Mario Ivankovits wrote:
About transactionality :- care should be taken to not reimplement something like [transaction], they already implemented such a beast using java.io.File. Maybe we can adopt it.

I'll have to look at it, but it looked like overkill for what I had in mind.

I've been toying with closure-like operations to take care of this, so that saving from an input stream with a backup looks like:

FuFile newContent = new FuFile(newContentStream);

new Move(backup, backup.createTemporary(),
    new Move(original, backup,
        new Move(newContent, original, Noop)))

The bulk of Move is:

public void eval() throws FuException {
    try {
        original.moveTo(newLocation);
        nextMoveClosure.eval();

    } catch (FuException e) {
        newLocation.moveTo(original);
        throw e;
    }
}

This means that you try to rename the original, call the next operation and if that fails, undo the rename. It's a poor-man's transaction.

If you look at the nesting of my first code snippet, it behaves like this:

1. Write the content to a temporary.
2. Move the backup to a temporary to recover the backup if other operations fail.
3. Move the original to the backup to recover the original if other operations fail.
4. Move the content temporary to the original.


The only complication I didn't mention is that my actual code takes care of deleting the various temporaries when things fail or they don't.

Another way to view this is that I took:

try {
    doTryWork();

} catch (e) {
    doCatchWork();
    throw e;

} finally {
    doFinallyWork();
}

And made each of the "do work" methods a closure object with an eval() method to invoke them.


* [Work instructions] Provide the count of lines below where "screenshot" occurs, with no other output.

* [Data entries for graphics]
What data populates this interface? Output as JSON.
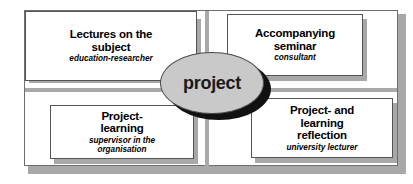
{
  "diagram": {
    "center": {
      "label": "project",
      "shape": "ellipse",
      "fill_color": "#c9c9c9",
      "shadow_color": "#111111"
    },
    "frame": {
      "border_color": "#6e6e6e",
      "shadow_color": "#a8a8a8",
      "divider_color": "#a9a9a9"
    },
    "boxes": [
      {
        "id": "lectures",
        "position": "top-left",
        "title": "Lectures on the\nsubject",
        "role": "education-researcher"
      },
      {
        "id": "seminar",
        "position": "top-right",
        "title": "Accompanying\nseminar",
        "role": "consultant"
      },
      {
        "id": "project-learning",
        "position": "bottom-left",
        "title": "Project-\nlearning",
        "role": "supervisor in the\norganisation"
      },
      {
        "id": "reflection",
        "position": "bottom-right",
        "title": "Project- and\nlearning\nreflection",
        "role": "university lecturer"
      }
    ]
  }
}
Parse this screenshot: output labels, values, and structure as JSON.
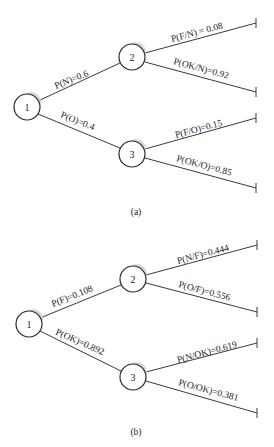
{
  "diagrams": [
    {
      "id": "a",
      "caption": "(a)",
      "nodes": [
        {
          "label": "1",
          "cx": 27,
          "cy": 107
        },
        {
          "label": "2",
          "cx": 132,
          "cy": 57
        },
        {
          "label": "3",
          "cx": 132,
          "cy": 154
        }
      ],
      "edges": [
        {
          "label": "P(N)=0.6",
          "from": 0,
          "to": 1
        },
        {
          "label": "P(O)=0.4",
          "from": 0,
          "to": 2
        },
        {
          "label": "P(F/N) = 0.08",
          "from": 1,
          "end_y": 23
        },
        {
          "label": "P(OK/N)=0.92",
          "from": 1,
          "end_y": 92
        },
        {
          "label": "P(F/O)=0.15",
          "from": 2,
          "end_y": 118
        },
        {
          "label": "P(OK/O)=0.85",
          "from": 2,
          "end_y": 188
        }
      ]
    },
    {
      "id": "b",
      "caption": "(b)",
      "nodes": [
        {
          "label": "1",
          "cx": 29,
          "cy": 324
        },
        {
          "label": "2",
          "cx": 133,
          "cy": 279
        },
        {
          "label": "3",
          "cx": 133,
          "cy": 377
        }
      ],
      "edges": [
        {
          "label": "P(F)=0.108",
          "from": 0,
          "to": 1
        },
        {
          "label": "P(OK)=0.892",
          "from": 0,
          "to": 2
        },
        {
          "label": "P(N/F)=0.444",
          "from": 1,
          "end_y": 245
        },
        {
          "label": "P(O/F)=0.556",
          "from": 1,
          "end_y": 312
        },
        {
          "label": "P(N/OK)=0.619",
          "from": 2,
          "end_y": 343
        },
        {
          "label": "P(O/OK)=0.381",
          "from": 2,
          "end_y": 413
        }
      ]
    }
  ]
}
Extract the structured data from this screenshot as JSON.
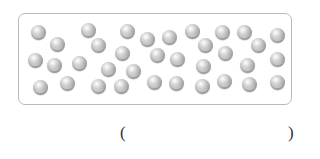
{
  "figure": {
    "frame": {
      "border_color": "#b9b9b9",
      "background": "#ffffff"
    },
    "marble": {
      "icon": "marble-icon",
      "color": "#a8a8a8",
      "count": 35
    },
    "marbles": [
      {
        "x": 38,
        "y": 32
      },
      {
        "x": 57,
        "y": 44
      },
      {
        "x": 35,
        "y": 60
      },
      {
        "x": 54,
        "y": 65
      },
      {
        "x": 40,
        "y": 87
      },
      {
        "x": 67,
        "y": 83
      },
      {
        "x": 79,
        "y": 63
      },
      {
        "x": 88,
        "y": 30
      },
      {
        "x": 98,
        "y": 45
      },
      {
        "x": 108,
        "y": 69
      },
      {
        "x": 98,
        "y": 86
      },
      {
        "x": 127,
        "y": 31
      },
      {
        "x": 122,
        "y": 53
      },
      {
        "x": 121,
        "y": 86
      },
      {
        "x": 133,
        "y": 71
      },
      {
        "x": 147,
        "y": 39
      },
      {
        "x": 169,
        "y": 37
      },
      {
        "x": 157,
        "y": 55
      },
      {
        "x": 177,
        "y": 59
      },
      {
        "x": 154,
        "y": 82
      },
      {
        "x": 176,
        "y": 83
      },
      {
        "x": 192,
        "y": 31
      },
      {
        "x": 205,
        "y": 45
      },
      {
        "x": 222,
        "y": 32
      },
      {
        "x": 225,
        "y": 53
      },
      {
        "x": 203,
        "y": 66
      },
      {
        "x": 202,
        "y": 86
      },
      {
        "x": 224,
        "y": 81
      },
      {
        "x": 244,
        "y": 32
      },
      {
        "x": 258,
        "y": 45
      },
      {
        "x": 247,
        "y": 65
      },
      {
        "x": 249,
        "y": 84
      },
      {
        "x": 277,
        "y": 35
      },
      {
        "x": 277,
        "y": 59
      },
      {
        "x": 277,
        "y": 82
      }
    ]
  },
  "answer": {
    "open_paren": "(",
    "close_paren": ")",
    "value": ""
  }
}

* [Written reply] 2